■ **Task requirements**
In the records below, find the line that contains "has width=1074, height=604." and the line that contains "The height and width of the screenshot is (1039, 1846).". Set down exactly those lines and every line between them, and nothing more.

■ **Data entries**
● ● ● ● ●
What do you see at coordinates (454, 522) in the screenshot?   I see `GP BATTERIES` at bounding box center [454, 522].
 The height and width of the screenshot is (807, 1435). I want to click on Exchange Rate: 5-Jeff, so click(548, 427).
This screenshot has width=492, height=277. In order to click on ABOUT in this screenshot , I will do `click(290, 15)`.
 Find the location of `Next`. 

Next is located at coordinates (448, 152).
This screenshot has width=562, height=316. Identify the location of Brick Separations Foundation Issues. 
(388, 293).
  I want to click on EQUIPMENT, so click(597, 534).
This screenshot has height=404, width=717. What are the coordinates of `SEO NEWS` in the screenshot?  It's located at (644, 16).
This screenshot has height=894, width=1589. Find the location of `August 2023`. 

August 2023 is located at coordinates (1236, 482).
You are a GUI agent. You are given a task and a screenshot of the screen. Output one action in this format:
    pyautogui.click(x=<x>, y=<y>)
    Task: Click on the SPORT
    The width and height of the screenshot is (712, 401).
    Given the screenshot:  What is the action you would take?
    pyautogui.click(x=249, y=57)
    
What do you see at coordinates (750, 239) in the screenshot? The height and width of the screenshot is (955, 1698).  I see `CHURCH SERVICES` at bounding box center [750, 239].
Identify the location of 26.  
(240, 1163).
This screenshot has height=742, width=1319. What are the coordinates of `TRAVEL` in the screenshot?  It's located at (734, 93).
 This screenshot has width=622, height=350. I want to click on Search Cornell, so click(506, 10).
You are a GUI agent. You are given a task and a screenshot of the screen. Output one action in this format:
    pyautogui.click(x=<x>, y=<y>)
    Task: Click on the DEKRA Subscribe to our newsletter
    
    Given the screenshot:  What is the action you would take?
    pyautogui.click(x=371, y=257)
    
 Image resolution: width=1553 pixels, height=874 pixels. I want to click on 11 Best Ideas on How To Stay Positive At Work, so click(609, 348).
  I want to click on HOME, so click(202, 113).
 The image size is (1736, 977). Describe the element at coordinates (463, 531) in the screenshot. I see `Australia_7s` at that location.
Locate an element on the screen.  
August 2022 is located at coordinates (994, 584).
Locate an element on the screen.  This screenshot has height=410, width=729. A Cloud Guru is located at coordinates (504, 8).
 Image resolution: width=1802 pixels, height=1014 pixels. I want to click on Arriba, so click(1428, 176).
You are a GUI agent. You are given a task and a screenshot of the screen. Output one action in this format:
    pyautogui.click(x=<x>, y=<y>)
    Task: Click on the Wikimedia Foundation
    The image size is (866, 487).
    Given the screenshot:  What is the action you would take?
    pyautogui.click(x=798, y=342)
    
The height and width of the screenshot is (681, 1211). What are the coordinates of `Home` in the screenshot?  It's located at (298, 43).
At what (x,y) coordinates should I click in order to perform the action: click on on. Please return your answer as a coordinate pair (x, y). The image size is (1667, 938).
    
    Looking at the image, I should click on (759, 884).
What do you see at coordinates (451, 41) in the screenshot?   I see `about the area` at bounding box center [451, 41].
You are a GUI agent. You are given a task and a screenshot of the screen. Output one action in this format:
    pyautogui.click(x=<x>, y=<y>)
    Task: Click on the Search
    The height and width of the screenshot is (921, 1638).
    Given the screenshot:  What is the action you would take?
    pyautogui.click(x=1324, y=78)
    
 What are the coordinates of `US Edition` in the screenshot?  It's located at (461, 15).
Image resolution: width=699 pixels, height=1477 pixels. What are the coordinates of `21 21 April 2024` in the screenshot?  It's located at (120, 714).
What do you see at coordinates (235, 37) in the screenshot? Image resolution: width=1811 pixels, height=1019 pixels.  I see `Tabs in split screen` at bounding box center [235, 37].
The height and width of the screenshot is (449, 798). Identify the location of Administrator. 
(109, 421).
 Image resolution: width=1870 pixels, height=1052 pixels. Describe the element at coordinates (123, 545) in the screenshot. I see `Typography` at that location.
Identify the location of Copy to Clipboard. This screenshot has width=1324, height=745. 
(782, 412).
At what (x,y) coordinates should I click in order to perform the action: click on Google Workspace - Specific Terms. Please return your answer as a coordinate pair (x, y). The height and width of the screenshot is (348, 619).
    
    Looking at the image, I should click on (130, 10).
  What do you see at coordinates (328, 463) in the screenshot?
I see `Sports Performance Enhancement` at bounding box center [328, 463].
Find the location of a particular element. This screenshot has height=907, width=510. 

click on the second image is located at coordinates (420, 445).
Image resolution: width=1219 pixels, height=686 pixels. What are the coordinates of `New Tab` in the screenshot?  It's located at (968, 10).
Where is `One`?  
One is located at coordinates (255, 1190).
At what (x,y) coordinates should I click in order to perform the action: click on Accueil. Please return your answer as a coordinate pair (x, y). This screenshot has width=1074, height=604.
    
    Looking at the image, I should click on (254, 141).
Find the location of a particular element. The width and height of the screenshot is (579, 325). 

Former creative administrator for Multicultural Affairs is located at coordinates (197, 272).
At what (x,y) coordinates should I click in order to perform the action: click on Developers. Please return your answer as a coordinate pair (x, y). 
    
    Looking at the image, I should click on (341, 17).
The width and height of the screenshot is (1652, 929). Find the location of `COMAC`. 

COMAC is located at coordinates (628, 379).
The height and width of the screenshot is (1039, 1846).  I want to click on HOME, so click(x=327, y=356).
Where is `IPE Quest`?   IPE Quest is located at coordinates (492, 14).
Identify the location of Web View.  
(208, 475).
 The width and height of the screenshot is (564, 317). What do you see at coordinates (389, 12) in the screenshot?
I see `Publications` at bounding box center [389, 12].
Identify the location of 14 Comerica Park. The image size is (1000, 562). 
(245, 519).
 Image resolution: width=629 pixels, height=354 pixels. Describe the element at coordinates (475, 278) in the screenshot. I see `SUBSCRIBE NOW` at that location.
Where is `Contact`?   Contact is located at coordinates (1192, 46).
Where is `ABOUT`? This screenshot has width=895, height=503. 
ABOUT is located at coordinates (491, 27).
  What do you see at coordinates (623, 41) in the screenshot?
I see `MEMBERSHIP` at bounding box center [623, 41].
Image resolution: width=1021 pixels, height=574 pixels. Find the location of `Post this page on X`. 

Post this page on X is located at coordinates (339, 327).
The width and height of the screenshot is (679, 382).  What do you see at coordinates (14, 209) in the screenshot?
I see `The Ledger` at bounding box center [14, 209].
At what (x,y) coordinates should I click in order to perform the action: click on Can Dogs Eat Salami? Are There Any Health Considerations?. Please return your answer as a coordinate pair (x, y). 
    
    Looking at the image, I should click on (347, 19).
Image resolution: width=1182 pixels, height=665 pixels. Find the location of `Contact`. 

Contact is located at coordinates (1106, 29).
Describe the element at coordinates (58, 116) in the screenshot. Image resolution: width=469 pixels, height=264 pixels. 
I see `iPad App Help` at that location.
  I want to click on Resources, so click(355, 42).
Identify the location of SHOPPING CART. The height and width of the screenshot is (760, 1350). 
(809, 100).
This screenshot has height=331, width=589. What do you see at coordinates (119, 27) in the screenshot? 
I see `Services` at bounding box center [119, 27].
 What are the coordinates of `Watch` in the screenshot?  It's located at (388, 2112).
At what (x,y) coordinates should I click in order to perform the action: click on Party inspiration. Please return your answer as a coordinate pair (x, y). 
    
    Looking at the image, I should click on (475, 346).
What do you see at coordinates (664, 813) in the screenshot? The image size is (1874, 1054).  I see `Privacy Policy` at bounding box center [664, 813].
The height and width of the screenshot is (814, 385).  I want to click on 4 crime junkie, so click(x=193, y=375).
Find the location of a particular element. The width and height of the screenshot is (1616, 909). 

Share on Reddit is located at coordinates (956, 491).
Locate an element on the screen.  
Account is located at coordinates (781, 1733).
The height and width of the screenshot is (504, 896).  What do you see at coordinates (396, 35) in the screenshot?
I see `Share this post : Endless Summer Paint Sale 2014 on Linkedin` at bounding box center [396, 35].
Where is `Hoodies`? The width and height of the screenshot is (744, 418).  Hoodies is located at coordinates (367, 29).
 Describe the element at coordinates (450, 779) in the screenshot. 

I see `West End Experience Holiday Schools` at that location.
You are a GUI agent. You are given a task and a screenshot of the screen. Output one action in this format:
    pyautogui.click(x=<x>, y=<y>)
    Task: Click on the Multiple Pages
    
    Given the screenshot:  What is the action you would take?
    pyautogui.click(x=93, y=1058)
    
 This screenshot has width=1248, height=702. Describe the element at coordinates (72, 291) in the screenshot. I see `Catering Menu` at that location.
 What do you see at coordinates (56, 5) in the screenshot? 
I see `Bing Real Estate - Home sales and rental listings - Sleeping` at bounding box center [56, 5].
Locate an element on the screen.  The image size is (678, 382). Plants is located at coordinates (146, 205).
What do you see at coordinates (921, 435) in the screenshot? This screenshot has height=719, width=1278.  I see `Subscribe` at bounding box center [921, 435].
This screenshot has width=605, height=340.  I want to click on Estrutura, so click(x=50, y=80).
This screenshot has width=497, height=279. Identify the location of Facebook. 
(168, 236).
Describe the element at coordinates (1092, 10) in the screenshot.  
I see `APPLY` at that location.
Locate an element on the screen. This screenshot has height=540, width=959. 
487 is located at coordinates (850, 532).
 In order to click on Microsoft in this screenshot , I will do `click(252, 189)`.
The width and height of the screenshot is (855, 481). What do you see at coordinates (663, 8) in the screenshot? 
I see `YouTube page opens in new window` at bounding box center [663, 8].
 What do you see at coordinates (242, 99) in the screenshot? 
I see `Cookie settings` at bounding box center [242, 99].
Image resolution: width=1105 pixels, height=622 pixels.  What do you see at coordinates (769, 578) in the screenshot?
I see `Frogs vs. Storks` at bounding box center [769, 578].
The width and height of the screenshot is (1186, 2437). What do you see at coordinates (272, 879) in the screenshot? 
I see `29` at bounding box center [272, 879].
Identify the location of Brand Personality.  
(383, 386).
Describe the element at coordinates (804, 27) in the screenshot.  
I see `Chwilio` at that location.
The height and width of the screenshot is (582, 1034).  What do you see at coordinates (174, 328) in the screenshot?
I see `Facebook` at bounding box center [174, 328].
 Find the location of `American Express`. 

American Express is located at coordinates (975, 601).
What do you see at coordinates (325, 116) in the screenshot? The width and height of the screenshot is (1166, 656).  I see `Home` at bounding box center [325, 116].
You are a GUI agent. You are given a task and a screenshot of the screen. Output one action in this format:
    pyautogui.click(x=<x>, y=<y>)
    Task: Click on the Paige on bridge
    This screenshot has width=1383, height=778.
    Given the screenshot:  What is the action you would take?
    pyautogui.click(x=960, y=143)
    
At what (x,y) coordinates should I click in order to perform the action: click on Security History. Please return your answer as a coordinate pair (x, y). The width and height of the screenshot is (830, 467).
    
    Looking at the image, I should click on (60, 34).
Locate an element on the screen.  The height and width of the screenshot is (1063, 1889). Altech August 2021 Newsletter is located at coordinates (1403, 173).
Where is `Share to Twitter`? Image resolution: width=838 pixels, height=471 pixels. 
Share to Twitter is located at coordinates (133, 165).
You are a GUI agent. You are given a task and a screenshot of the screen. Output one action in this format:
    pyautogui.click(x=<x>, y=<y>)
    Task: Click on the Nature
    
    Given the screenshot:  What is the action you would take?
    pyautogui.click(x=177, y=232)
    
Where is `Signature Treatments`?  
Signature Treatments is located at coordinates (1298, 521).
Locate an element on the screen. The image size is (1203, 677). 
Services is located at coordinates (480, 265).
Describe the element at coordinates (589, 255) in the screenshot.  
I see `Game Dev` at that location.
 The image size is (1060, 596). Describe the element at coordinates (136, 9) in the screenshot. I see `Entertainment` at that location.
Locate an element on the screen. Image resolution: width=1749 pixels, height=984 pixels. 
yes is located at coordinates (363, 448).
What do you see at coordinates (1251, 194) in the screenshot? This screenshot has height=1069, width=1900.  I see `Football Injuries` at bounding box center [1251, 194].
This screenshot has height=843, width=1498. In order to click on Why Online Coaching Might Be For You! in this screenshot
● ● ● ● ●
■ **Result for this exercise**
At what (x,y) coordinates should I click in order to perform the action: click on Accueil. Please return your answer as a coordinate pair (x, y). This screenshot has width=1074, height=604.
    
    Looking at the image, I should click on (254, 141).
Find the location of a particular element. The width and height of the screenshot is (579, 325). 

Former creative administrator for Multicultural Affairs is located at coordinates (197, 272).
At what (x,y) coordinates should I click in order to perform the action: click on Developers. Please return your answer as a coordinate pair (x, y). 
    
    Looking at the image, I should click on (341, 17).
The width and height of the screenshot is (1652, 929). Find the location of `COMAC`. 

COMAC is located at coordinates (628, 379).
The height and width of the screenshot is (1039, 1846).  I want to click on HOME, so click(x=327, y=356).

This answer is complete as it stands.